Thursday, June 12, 2008

Recap from Enterprise 2.0 Conference:

I've attended 2 days of the conference and it was interesting and productive.

Here are some of the highlights:

  1. The overall tone was very optimistic about the benefits that collaboration can bring the enterprise and tat compared to previous shifts, it is relatively inexpensive and can be done one piece at a time
  2. Forrester research estimates the market size for enterprise 2.0 to be 4.6 billion by 2013
  3. Beyond many benefits that were discussed, like fostering innovation, improved knowledge management, improved sense of community in the company and employee engagement, the overall consensus was that this change is inevitable. It is not so much a manner of what benefits will the company gain from introducing these tools but that by 2014 50% of the workforce will be consisted of Gen Y workers and that is the way they expect to interact and work.
  4. The gap that exists right now between the home environment and the office environment (where for the first time, people have a more sophisticated and rich environment at home) will force companies to match the conditions and tools that prevail outside.
  5. Measures of success: are very different based on the industry. While Sony are seeing participation levels of over 50%, Pfizer are very happy to have 10% of the workforce participate.
  6. While everyone acknowledged that these changes go well beyond tools and technologies, very little was actually discussed regarding leading the cultural change. The majority opinion was:
    1. Build and make them easy to use
    2. Lead by example: move your activity there and expect everyone to follow
    3. Put the use of these tools in the line of business so everyone understands that is the way to get things done.
    4. Do not despair and keep on going. Change will happen.
  7. The exact tool does not matter. It is true that your investment and level of effort will differ but at the end of the day, you can make any toolset work for you.
  8. Common approaches:
    1. Sharepoint+. Since Microsoft provide corporate licenses that give companies free licenses to sharepoint. It is the most commonly deployed and used platform. It is also one of the weakest and many vendors offer additions and enhancements that make it more user friendly and add missing features. I really liked NewsGator that have a platform that sits on top of the sharepoint installation and makes it a kickass tool.
    2. OpenSource: many companies have taken multiple open source products (there are thousands) and integrated them together. A new company has taken Drupal, one of the strongest open source portal platforms and added 30 of the best products into its framework and will offer it free as open source social platform.
    3. Custom platforms like Jive offer very user friendly and feature rich collaboration tools but as with any proprietary local software – you have product limitations you cannot code your way around.
    4. SaaS providers – vendors that will host everything for you. Some with good API's
  9. Security and access concerns in large companies were that hardest to resolve. In Sony, it took 6 months to build and 12 months to get the security plan approved.
  10. Oracle and IBM are making a strong move into the space. IBM release a set of tools based on Notes for collaboration and will launch a toolset for Mashups in a few months. Oracle is launching its WebCenter platform that will include social computing aspects and …Mashups as well.
  11. Many providers offer turnkey solutions for customer community.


**Directions for this task**
Repeat every line of the data exactly; no picture belongs in the copy.

-- -- --

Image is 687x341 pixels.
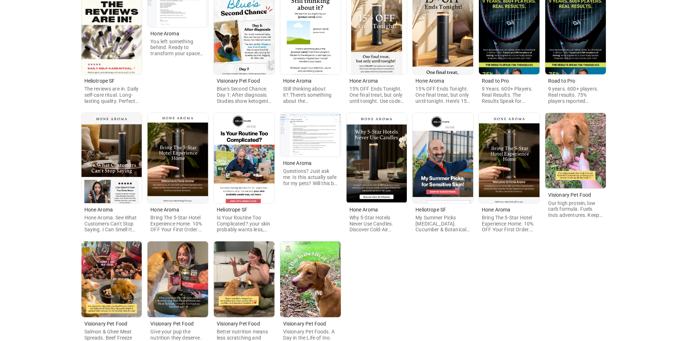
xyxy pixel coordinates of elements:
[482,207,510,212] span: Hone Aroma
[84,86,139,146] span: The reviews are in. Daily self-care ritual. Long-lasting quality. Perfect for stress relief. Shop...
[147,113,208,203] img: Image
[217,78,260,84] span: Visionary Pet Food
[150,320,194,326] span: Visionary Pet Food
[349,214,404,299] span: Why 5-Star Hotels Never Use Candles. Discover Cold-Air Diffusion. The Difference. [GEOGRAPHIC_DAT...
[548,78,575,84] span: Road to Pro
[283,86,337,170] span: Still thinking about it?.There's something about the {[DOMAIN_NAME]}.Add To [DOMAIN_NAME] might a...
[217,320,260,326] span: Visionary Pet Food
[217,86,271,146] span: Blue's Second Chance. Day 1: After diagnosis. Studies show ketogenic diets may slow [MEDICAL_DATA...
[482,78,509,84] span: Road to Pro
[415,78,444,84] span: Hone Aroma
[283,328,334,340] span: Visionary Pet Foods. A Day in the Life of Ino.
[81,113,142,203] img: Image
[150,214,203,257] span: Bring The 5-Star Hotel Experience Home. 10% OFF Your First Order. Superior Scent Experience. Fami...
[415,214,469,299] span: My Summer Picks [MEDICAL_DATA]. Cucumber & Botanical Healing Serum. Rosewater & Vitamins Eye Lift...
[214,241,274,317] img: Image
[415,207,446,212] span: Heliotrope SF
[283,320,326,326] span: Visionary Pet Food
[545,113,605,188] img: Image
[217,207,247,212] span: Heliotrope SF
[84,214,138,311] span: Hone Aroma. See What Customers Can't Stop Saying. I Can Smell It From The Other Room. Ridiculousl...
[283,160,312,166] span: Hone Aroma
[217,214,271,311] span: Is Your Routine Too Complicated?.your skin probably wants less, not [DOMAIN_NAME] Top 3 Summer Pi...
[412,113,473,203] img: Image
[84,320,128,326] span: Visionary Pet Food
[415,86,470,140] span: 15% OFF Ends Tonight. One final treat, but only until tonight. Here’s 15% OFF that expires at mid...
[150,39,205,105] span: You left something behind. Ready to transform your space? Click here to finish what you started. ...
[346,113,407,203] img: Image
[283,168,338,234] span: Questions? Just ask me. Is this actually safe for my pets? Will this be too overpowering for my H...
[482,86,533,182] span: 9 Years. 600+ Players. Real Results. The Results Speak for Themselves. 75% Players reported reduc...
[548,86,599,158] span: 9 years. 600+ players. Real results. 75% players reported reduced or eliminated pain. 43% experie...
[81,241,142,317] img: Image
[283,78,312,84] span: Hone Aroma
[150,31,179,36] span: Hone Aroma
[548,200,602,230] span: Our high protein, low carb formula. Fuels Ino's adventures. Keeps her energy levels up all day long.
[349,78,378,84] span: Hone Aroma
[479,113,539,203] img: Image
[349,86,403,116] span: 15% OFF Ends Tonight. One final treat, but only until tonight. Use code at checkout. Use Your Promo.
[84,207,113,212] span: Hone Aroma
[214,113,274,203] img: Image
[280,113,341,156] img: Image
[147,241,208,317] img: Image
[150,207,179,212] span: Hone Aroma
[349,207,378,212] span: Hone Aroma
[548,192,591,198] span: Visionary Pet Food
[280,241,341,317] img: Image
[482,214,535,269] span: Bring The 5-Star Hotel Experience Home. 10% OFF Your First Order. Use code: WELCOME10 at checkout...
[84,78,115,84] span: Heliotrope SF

-- -- --

**Response to this task**
Image is 687x341 pixels.
xyxy pixel coordinates of elements:
[482,207,510,212] span: Hone Aroma
[84,86,139,146] span: The reviews are in. Daily self-care ritual. Long-lasting quality. Perfect for stress relief. Shop...
[147,113,208,203] img: Image
[217,78,260,84] span: Visionary Pet Food
[150,320,194,326] span: Visionary Pet Food
[349,214,404,299] span: Why 5-Star Hotels Never Use Candles. Discover Cold-Air Diffusion. The Difference. [GEOGRAPHIC_DAT...
[548,78,575,84] span: Road to Pro
[283,86,337,170] span: Still thinking about it?.There's something about the {[DOMAIN_NAME]}.Add To [DOMAIN_NAME] might a...
[217,320,260,326] span: Visionary Pet Food
[217,86,271,146] span: Blue's Second Chance. Day 1: After diagnosis. Studies show ketogenic diets may slow [MEDICAL_DATA...
[482,78,509,84] span: Road to Pro
[415,78,444,84] span: Hone Aroma
[283,328,334,340] span: Visionary Pet Foods. A Day in the Life of Ino.
[81,113,142,203] img: Image
[150,214,203,257] span: Bring The 5-Star Hotel Experience Home. 10% OFF Your First Order. Superior Scent Experience. Fami...
[415,214,469,299] span: My Summer Picks [MEDICAL_DATA]. Cucumber & Botanical Healing Serum. Rosewater & Vitamins Eye Lift...
[214,241,274,317] img: Image
[415,207,446,212] span: Heliotrope SF
[283,320,326,326] span: Visionary Pet Food
[545,113,605,188] img: Image
[217,207,247,212] span: Heliotrope SF
[84,214,138,311] span: Hone Aroma. See What Customers Can't Stop Saying. I Can Smell It From The Other Room. Ridiculousl...
[283,160,312,166] span: Hone Aroma
[217,214,271,311] span: Is Your Routine Too Complicated?.your skin probably wants less, not [DOMAIN_NAME] Top 3 Summer Pi...
[412,113,473,203] img: Image
[84,320,128,326] span: Visionary Pet Food
[415,86,470,140] span: 15% OFF Ends Tonight. One final treat, but only until tonight. Here’s 15% OFF that expires at mid...
[150,39,205,105] span: You left something behind. Ready to transform your space? Click here to finish what you started. ...
[346,113,407,203] img: Image
[283,168,338,234] span: Questions? Just ask me. Is this actually safe for my pets? Will this be too overpowering for my H...
[482,86,533,182] span: 9 Years. 600+ Players. Real Results. The Results Speak for Themselves. 75% Players reported reduc...
[548,86,599,158] span: 9 years. 600+ players. Real results. 75% players reported reduced or eliminated pain. 43% experie...
[81,241,142,317] img: Image
[283,78,312,84] span: Hone Aroma
[150,31,179,36] span: Hone Aroma
[548,200,602,230] span: Our high protein, low carb formula. Fuels Ino's adventures. Keeps her energy levels up all day long.
[349,78,378,84] span: Hone Aroma
[479,113,539,203] img: Image
[349,86,403,116] span: 15% OFF Ends Tonight. One final treat, but only until tonight. Use code at checkout. Use Your Promo.
[84,207,113,212] span: Hone Aroma
[214,113,274,203] img: Image
[280,113,341,156] img: Image
[147,241,208,317] img: Image
[150,207,179,212] span: Hone Aroma
[349,207,378,212] span: Hone Aroma
[548,192,591,198] span: Visionary Pet Food
[280,241,341,317] img: Image
[482,214,535,269] span: Bring The 5-Star Hotel Experience Home. 10% OFF Your First Order. Use code: WELCOME10 at checkout...
[84,78,115,84] span: Heliotrope SF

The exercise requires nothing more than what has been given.